Image from: Advantageous (2015)
Image from: Advantageous (2015)
Image from: Advantageous (2015)
Image from: Advantageous (2015)
Image from: Advantageous (2015)
Image from: Advantageous (2015)
Image from: Advantageous (2015)
The heroine, Gwen, is a spokesperson for a company that has invented a way to transfer a person's mind or consciousness into an artificial body. These bodies are, of course, healthy, young-looking, and attractive. The company advertises this as a solution for physical handicaps, and of course people who are getting old and losing their good looks, or who never were that good-looking, can be young and handsome or pretty.

Then the company pressures Gwen to get one of these artificial bodies herself, because (a) she can then present herself as a satisfied customer; and (b) she's middle-aged, and they want a face that is young and pretty. Gwen doesn't want to do this because she feels she would be losing her identity.

I don't think any of what I've just said is a spoiler. This all happens early in the movie and it's the premise for what follows. In fact -- and here's the big problem I have with this movie -- I think it would be almost impossible to write a spoiler for this movie, because nothing really happens. There's only one real "revelation" in the movie, and I thought it was pretty obvious, doesn't really change things that much. And one decision for the heroine to make: will she cave in and get the artificial body or not. And I won't say any more there to avoid spoilers.

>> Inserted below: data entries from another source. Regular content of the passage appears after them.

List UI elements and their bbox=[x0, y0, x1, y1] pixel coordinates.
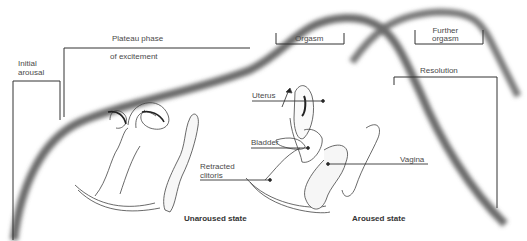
uterus-label: Uterus bbox=[252, 91, 276, 100]
orgasm-label: Orgasm bbox=[295, 34, 323, 43]
aroused-state-caption: Aroused state bbox=[352, 214, 405, 223]
main-arousal-curve bbox=[14, 18, 505, 240]
phase-brackets bbox=[13, 30, 497, 240]
plateau-label-line1: Plateau phase bbox=[112, 34, 163, 43]
aroused-anatomy-illustration bbox=[246, 86, 380, 213]
resolution-label: Resolution bbox=[420, 66, 458, 75]
bladder-label: Bladder bbox=[251, 138, 279, 147]
retracted-clitoris-label: Retracted clitoris bbox=[200, 162, 235, 180]
vagina-label: Vagina bbox=[400, 155, 424, 164]
initial-arousal-label: Initial arousal bbox=[18, 59, 44, 77]
unaroused-state-caption: Unaroused state bbox=[184, 214, 247, 223]
further-orgasm-label: Further orgasm bbox=[432, 27, 459, 43]
plateau-label-line2: of excitement bbox=[110, 52, 158, 61]
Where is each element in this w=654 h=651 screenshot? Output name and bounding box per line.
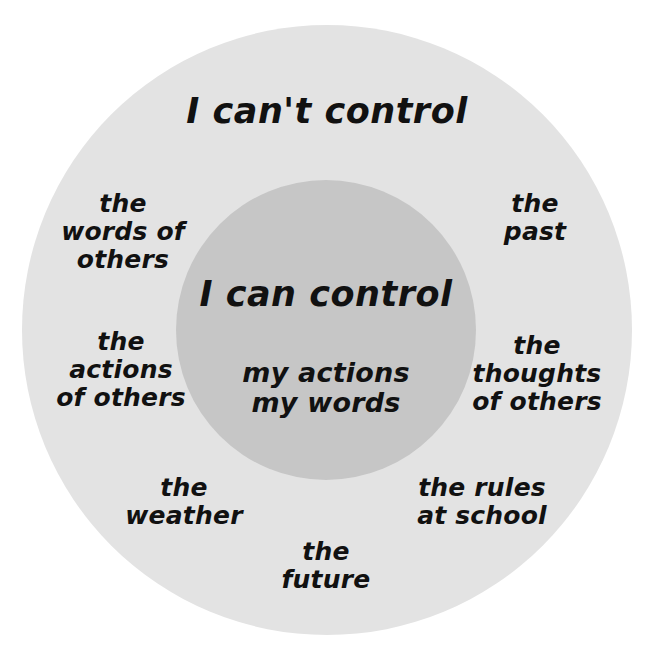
outer-item-words-of-others: the words of others bbox=[38, 190, 208, 274]
inner-items-list: my actions my words bbox=[176, 358, 476, 418]
outer-circle-heading: I can't control bbox=[0, 92, 654, 131]
outer-item-the-weather: the weather bbox=[92, 474, 276, 530]
circle-of-control-diagram: I can't control the words of others the … bbox=[0, 0, 654, 651]
inner-circle-heading: I can control bbox=[176, 275, 476, 314]
outer-item-rules-at-school: the rules at school bbox=[388, 474, 576, 530]
outer-item-the-future: the future bbox=[240, 538, 412, 594]
outer-item-the-past: the past bbox=[450, 190, 620, 246]
inner-circle-can-control bbox=[176, 180, 476, 480]
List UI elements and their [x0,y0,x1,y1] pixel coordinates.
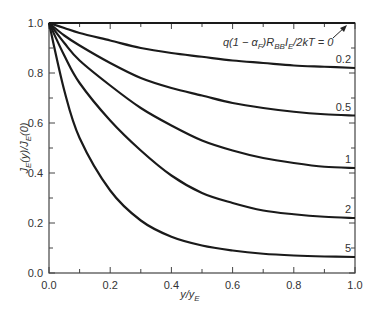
annotation-arrow-icon [333,25,347,38]
curve-label-1: 1 [345,153,351,165]
plot-frame [49,23,355,273]
x-tick-label: 0.4 [164,279,179,291]
y-tick-label: 0.8 [28,67,43,79]
y-tick-label: 0.2 [28,217,43,229]
curve-label-0.5: 0.5 [336,101,351,113]
x-axis-label: y/yE [179,288,200,303]
x-tick-label: 0.6 [225,279,240,291]
curve-label-0.2: 0.2 [336,53,351,65]
parameter-annotation: q(1 − αF)RBBIE/2kT = 0 [223,36,334,51]
y-tick-label: 0.0 [28,267,43,279]
curve-labels: 0.20.5125 [336,53,351,254]
curve-label-2: 2 [345,203,351,215]
x-tick-label: 1.0 [347,279,362,291]
data-curves [49,23,355,257]
y-axis-label: JE(y)/JE(0) [18,122,33,174]
x-tick-label: 0.8 [286,279,301,291]
chart: 0.00.20.40.60.81.00.00.20.40.60.81.0 0.2… [0,0,373,313]
x-tick-label: 0.0 [41,279,56,291]
x-tick-label: 0.2 [103,279,118,291]
curve-2 [49,23,355,218]
curve-label-5: 5 [345,242,351,254]
y-tick-label: 1.0 [28,17,43,29]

What this movie is really about is discussing how society only values women for their physical appearance and how women are pressured to conform. In my opinion, the message is repeated so often and is so heavy-handed that it just got tedious. It's not a story with social commentary. It's social commentary with a thin veneer of a story.

Even the basic point the movie is trying to make gets muddled by side issues. The story starts out with the company's plan apparently being that they will fire her, then spread nasty rumors about her so she can't get a job anywhere else, so she'll have no choice but to come and beg for her old job back, and then they can tell her they'll hire her back only if she agrees to get the new body. This seems to me to be a rather dumb plan. Why didn't they start out by just asking her to do it? Maybe she would have enthusiastically agreed, and they would have gotten what they wanted without alienating their own employee. Why not make demands before firing her? What would they have done if they fired her and, despite their rumor campaign, she had gotten another job? I hate movies where people do something stupid for no apparent reason. They also throw in a side line about how the artificial bodies experience minor but constant pain. This adds a negative that just distracts from the theme of beauty and identity.

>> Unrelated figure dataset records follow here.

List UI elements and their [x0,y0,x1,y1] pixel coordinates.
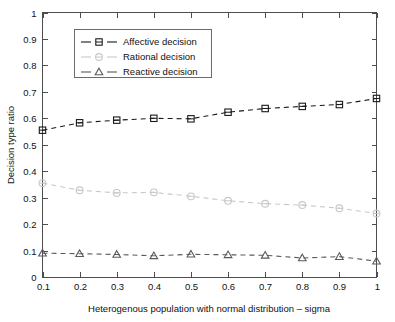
x-tick-label: 0.8 [296,281,309,292]
y-tick-label: 0.1 [23,246,36,257]
data-point-marker [225,197,232,204]
data-point-marker [299,103,305,109]
y-tick-label: 0.2 [23,219,36,230]
x-tick-label: 0.7 [259,281,272,292]
data-point-marker [188,116,194,122]
y-axis-tick-labels: 00.10.20.30.40.50.60.70.80.91 [23,8,36,283]
x-tick-label: 0.3 [111,281,124,292]
series-layer [39,95,381,264]
data-point-marker [262,200,269,207]
x-tick-label: 1 [375,281,380,292]
series-line [43,253,377,261]
data-point-marker [299,202,306,209]
chart-figure: 00.10.20.30.40.50.60.70.80.91 0.10.20.30… [0,0,395,322]
decision-type-ratio-line-chart: 00.10.20.30.40.50.60.70.80.91 0.10.20.30… [0,0,395,322]
x-tick-label: 0.2 [74,281,87,292]
y-axis-title: Decision type ratio [5,106,16,184]
data-point-marker [336,205,343,212]
data-point-marker [336,101,342,107]
series-line [43,183,377,213]
legend-label: Affective decision [123,36,197,47]
x-tick-label: 0.5 [185,281,198,292]
x-axis-tick-labels: 0.10.20.30.40.50.60.70.80.91 [37,281,380,292]
data-point-marker [76,187,83,194]
series-affective-decision [39,95,379,133]
y-tick-label: 0.3 [23,193,36,204]
legend-label: Rational decision [123,51,195,62]
y-tick-label: 1 [31,8,36,19]
series-rational-decision [39,180,380,217]
data-point-marker [151,115,157,121]
data-point-marker [225,109,231,115]
data-point-marker [188,193,195,200]
data-point-marker [76,120,82,126]
data-point-marker [150,189,157,196]
y-tick-label: 0.5 [23,140,36,151]
x-tick-label: 0.4 [148,281,161,292]
series-reactive-decision [39,249,381,264]
x-axis-title: Heterogenous population with normal dist… [88,303,331,314]
legend-label: Reactive decision [123,66,197,77]
y-tick-label: 0.8 [23,60,36,71]
series-line [43,99,377,131]
x-tick-label: 0.1 [37,281,50,292]
y-tick-label: 0.7 [23,87,36,98]
data-point-marker [114,117,120,123]
chart-legend: Affective decisionRational decisionReact… [75,30,212,78]
x-tick-label: 0.9 [333,281,346,292]
y-tick-label: 0.9 [23,34,36,45]
data-point-marker [262,105,268,111]
x-tick-label: 0.6 [222,281,235,292]
y-tick-label: 0.6 [23,113,36,124]
y-tick-label: 0.4 [23,166,36,177]
data-point-marker [113,189,120,196]
y-tick-label: 0 [31,272,36,283]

Oh, and there's a curious sub-plot about how her mother disapproves of her for having an affair. We're clearly supposed to see the mother as being narrow-minded and judgmental. Then they show us how much unhappiness the affair caused her, the man, and the man's wife. So we as the audience are apparently supposed to see the affair as a bad thing -- but her mother was narrow-minded and judgmental for saying it was a bad thing. I didn't quite get the point there.

The movie DOES raise an interesting question: If you could get a young, healthy, strong, good-looking body, would you do it? Or would you see it as taking away your identity. Personally, as an old man with medical problems, sure I'd do it, assuming I could afford it and there were no side effects. I thought that was a no-brainer, but when I asked my daughter she said she wouldn't. So there might actually be an interesting philosophical question in there.


Review by jayj-17577 from the Internet Movie Database.